Whole School Literacy Strategy: Building a Strong Foundation for Student Success

An update on our Clonard literacy journey:

As a member of the Melbourne Archdiocese of Catholic Schools Secondary Disciplinary Literacy Project, in 2023, the Learning Team developed our Visionary Literacy Statement:

In our Clonard College community of learners, all students will be taught explicit strategies to decode new language. Students will engage in programs that enrich their reading capacity and acquisition of skills and knowledge in their subject. We want students to acquire reading, writing, speaking, and listening skills that enable them to succeed and flourish in their learning and society.”

Accompanying the vision was the development of a Whole School Literacy Strategy to ensure that every teacher across all subjects from Years 7 to 12 plays a role in achieving this. It includes a variety of elements.

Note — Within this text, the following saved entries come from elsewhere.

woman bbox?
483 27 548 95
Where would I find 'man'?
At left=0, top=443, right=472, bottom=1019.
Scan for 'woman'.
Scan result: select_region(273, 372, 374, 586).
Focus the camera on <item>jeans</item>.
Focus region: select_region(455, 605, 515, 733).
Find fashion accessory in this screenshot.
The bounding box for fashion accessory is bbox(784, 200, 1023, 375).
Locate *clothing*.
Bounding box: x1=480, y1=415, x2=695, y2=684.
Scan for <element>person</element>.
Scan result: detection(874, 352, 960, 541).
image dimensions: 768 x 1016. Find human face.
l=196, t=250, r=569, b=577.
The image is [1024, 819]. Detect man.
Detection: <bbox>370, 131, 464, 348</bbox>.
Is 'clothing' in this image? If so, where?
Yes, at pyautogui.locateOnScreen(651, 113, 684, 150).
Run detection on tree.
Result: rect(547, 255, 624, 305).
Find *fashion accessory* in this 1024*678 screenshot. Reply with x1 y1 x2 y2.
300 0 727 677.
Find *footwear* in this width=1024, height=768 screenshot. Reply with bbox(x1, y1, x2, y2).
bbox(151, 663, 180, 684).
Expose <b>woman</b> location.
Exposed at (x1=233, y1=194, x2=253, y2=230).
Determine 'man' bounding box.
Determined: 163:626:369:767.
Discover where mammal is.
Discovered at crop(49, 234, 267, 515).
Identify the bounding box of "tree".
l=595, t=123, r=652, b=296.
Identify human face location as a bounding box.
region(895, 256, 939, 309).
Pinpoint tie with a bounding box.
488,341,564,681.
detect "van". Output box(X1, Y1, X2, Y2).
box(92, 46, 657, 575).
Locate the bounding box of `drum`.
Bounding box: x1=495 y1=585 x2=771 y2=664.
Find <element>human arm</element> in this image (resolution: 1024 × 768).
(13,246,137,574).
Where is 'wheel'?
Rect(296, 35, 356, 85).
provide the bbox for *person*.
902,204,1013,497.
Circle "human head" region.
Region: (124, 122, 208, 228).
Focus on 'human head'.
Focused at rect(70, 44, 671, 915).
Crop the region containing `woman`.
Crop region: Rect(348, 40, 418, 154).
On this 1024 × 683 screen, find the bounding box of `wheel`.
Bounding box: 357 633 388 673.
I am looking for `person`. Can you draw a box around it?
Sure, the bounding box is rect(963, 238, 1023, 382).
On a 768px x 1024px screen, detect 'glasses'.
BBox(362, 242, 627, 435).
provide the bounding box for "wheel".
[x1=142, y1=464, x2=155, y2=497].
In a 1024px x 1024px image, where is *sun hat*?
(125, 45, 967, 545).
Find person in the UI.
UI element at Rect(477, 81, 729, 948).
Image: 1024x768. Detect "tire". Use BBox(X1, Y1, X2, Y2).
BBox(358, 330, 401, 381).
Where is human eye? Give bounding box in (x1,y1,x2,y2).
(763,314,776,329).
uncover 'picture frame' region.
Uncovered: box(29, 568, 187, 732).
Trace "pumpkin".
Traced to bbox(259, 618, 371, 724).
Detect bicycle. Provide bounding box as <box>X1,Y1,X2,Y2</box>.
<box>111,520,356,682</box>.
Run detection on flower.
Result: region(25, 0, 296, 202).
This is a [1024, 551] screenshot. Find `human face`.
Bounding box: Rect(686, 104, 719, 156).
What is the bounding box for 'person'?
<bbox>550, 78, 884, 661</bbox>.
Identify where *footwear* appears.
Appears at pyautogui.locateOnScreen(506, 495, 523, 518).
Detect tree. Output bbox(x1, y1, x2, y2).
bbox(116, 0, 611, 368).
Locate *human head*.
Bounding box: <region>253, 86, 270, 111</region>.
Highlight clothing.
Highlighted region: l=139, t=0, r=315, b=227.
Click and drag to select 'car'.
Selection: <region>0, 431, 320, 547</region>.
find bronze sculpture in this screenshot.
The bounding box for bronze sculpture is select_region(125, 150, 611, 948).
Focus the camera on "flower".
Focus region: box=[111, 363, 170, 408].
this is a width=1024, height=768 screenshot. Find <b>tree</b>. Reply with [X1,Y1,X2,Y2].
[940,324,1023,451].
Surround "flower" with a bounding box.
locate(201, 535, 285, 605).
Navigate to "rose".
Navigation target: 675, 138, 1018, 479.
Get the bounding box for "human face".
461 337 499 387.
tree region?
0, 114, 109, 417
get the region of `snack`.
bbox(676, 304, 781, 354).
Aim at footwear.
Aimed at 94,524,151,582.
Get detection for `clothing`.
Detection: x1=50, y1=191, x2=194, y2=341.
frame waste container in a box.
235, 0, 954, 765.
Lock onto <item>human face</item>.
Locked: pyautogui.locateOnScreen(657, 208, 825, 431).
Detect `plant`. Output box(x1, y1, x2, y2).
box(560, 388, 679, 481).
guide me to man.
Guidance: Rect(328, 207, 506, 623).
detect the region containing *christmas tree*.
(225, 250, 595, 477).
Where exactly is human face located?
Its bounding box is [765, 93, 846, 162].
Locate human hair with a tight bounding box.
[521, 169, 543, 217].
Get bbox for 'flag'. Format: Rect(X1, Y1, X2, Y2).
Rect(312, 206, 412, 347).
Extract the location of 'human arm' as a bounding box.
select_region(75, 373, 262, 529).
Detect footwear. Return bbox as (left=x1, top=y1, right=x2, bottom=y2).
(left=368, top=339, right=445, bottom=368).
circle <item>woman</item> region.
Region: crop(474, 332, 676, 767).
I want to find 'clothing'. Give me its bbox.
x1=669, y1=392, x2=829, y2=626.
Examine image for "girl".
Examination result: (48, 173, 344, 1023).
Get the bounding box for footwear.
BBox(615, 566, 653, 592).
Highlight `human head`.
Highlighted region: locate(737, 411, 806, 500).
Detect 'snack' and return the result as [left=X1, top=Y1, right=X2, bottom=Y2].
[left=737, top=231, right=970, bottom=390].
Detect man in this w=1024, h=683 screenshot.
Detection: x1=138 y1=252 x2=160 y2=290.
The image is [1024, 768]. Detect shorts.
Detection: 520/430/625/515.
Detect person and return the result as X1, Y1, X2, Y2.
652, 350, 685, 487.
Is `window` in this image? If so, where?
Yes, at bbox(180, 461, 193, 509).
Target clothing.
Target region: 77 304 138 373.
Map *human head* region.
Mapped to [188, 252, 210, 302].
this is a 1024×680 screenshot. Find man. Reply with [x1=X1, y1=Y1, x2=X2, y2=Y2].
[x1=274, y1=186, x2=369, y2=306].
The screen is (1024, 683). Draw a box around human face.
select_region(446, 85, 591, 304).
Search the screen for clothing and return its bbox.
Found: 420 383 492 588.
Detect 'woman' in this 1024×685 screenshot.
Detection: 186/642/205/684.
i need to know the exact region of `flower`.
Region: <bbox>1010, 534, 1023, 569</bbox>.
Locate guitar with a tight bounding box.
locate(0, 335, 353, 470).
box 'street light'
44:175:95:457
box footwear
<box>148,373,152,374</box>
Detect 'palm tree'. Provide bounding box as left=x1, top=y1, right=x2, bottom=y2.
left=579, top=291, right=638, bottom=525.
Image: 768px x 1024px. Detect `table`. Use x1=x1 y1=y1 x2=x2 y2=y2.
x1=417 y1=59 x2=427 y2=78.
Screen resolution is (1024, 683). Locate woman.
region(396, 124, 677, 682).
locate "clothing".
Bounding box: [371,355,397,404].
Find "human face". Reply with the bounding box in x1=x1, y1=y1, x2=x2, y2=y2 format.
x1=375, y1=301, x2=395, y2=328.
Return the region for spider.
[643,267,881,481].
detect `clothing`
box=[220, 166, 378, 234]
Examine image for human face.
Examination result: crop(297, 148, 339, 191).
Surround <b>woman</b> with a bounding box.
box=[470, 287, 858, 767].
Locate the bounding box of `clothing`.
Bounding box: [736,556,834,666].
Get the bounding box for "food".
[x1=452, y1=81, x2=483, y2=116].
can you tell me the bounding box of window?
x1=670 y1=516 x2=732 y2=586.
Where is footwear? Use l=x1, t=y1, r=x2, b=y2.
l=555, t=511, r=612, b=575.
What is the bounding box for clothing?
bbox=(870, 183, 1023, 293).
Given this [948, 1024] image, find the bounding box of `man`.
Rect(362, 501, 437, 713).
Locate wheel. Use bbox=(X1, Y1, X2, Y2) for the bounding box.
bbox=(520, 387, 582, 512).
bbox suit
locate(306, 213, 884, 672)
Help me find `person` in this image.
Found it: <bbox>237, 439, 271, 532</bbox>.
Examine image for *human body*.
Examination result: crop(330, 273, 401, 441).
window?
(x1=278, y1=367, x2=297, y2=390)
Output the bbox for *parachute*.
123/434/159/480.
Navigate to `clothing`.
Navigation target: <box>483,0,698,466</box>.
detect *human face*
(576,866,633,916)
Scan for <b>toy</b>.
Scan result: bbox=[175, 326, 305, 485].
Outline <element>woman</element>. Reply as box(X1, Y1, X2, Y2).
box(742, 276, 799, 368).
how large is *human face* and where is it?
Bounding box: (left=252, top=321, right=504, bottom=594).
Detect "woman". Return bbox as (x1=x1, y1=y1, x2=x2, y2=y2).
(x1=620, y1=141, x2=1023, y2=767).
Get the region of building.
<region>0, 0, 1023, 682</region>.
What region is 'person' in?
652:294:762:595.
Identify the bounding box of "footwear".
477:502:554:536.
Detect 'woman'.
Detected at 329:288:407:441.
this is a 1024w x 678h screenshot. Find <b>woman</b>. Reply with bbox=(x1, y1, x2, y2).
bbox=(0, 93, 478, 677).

Subject teachers are well-versed in the specific language of their disciplines. Key vocabulary and authentic, complex texts are integrated into all units of study, with explicit vocabulary instruction and classroom displays to reinforce learning. An authentic text is one that models how to write effectively in a particular discipline; it could be a practical report for Science or a source analysis for History. In Maths it is often a worded problem. Ensuring students can read these and then learn to write in the same way is key for literacy development.

Teachers use a Literacy Pedagogical Framework of tell, show, explain, imitate, innovate and distribute to engage students with these authentic texts. Key vocabulary is taught before assessments and students are taught the meaning of new words in a subject through understanding the etymology (origins) and parts of words (morphological knowledge) so as to have agency over building their own vocabulary. We are beginning the process of auditing units in 2024 to build in time for reading and writing instruction, all of which are supported with professional learning.

Unlike traditional general literacy approaches, our literacy framework works through subject disciplines, where the focus is clear on what success in reading and writing looks like in each subject and scaffolds how to achieve this. It has student empowerment at its centre.

Regular data collection from a variety of sources helps us assess impact and informs teaching strategies. To foster a reading culture, learning areas collaborate with the library to incorporate a variety of texts, and the college hosts activities throughout the year to celebrate and promote reading.

Embedding this comprehensive strategy involves regular reviews of our progress through student and teacher voice, subject teams, the Learning Team and the Extended Leadership Team.